By Matthew Chan and Sabrina Sun⎹ Editor-In-Chief and Staff Writer
For as long as humanity has been around, we’ve had an insatiable curiosity to explore and have new experiences. In the words of Christopher McCandless from “Into the Wild”, “The joy of life comes from our encounters with new experiences, and hence there is no greater joy than to have an endlessly changing horizon, for each day to have a new and different sun.” With the human population occupying every continent, NASA sending out probes into deep space, and marine researchers mapping every detail of deep ocean trenches, the opportunities for exploration on Earth seem to be waning rapidly.
In February, IBM Japan announced its plan to run an alpha test of a full Virtual Reality (VR) Massively Multiplayer Online (MMO) Role-Playing Game (RPG) centered in Tokyo that will include over 200 testers. Titled “Sword Art Online: The Beginning”, based on a 2009 Japanese young adult novel by Reki Kawahara titled “Sword Art Online” (SAO), the alpha test will run over a three day period from March 18 to 20. IBM’s introduction of a fully immersive virtual reality world could be the next step in satisfying the innate human hunger for exploring the unknown and plotting the uncharted.

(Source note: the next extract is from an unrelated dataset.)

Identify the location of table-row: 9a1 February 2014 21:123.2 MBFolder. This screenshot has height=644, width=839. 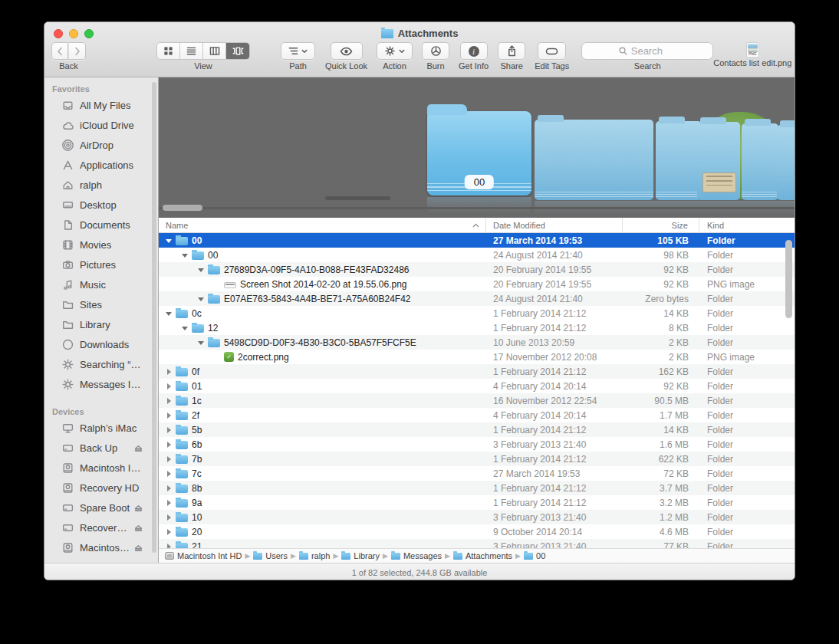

Using technology like Watson, IBM’s cognitive computing technology, and SoftLayer, a cloud computing technology to power the MMO, IBM’s VRMMORPG holds the potential to break the boundaries between science fiction and reality. Even though the alpha test is limited to Japanese citizens above 18, the implications this game has for the future of fully-immersive virtual reality and multiplayer game interactions are immense.
The world of the SAO franchise is one where VRMMORPGs, like the one IBM is currently striving to create, have become popular platforms for gaming. Futuristic virtual reality technology known as “Nerve Gear” allows games to achieve a degree of immersiveness that challenges reality. The series opens with the release of a new VRMMORPG titled “Sword Art Online”, which 10,000 gamers eagerly flock to game in. However, when the logout button suddenly disappears and death in-game becomes equivalent to death in real-life, the gamers must struggle to beat the game. In addition, main characters must survive the psychological consequences of a long-term stay in a world that is both real and not real.
While the VRMMO platform remains new and mostly untested, recent corporate endeavors have shown the vast bound by which virtual reality has improved. “Eve: Valkyrie,” a spaceship dogfighting VRMMO being developed by CCP Games for Sony’s “Project Morpheus” virtual reality system have shown the realistic possibilities of this platform in the future. Through its limited gameplay releases through testers online, “Eve: Valkyrie” clearly sports a much higher immersive quality and definition than previous independent virtual reality addons for existing games. The alpha footage from “Eve: Valkyrie” shows that players are free to look anywhere, and the double high-definition displays render images at a quality and speed that makes players feel as if they are actually among the gigantic spacecrafts looming across a star-filled sky. Smaller spaceships dive and twist around the intricately rendered surroundings, leaving behind flowing trails of light. Basically, it looks amazing.
Games like “Eve: Valkyrie” show VRMMOs’ ability to redefine simulation games and entertainment. Although very little of its development has been released, “SAO: The Beginning” has a promising premise, which it will most likely follow up on. With virtual reality no longer an artifact of the science fiction past, we can now continue exploration into another realm where the laws of existence are only limited by imagination.